Second, the largest empirical gains usually appear on tasks that reward implicit structure rather than direct recall. DCPM reports that enabling System 2 helps least on span recall and most on implicit cross-session inference, reaching up to 1 on PersonaMem-v2 (Fei et al., 8 Jun 2026). D-Mem shows that Quality Gating occupies the best part of the accuracy-cost curve by approaching Full Deliberation while avoiding its over-102 token and latency cost (You et al., 19 Mar 2026). MPS reports near-think-before-speaking reasoning quality while drastically reducing pre-response latency (Wu et al., 10 Oct 2025). This suggests that dual-process designs are most valuable when the bottleneck is not storage capacity alone but the timing, fidelity, or abstraction level of computation.
Third, the “dual” relation varies substantially across papers. Some systems use explicit routing, as in D-Mem’s gating function and DUMA’s boolean Invoke signal (You et al., 19 Mar 2026, Tian et al., 2023). Others use asynchronous consolidation, as in DCPM’s nighttime engine (Fei et al., 8 Jun 2026). Still others formalize duality as speaker-indexed cognition, as in Mind2, or as affect-gated belief evolution, as in the public-opinion platform (Hong et al., 17 Mar 2025, Huang et al., 28 Jan 2026). A plausible implication is that “DualMind” names an architectural commitment to differentiated cognitive roles rather than a single canonical algorithm.
The literature also records important limitations. DUMA provides no explicit numeric threshold or formal complexity score for invoking Slow Mind (Tian et al., 2023). The public-opinion DualMind excerpt does not report a formal ablation study and explicitly notes simplified cognition, abstracted platform algorithms, and network scale limitations (Huang et al., 28 Jan 2026). In MPS, early response segments may be lower quality because they are based on incomplete reasoning (Wu et al., 10 Oct 2025). In DCPM, System 2 contributes least on straightforward span recall, which matches the architectural prediction but also delimits where abstraction is useful (Fei et al., 8 Jun 2026).

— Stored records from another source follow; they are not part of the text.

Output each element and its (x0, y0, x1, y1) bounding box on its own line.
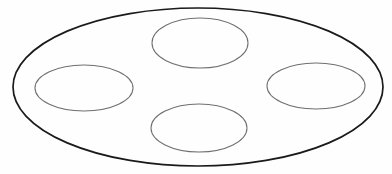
ellipse-diagram (0, 0, 392, 174)
diagram-canvas (0, 0, 392, 174)
outer-ellipse (13, 8, 383, 166)
bottom-inner-ellipse (151, 104, 247, 152)
left-inner-ellipse (35, 65, 133, 111)
right-inner-ellipse (267, 63, 365, 109)
top-inner-ellipse (152, 18, 248, 68)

The term “DualMind” therefore denotes a research tendency rather than a single settled doctrine: the systematic decomposition of intelligent behavior into two interacting modes, stores, perspectives, or learning stages, with the aim of improving fidelity on tasks that exceed what flat retrieval, single-pass generation, or undifferentiated state modeling can support.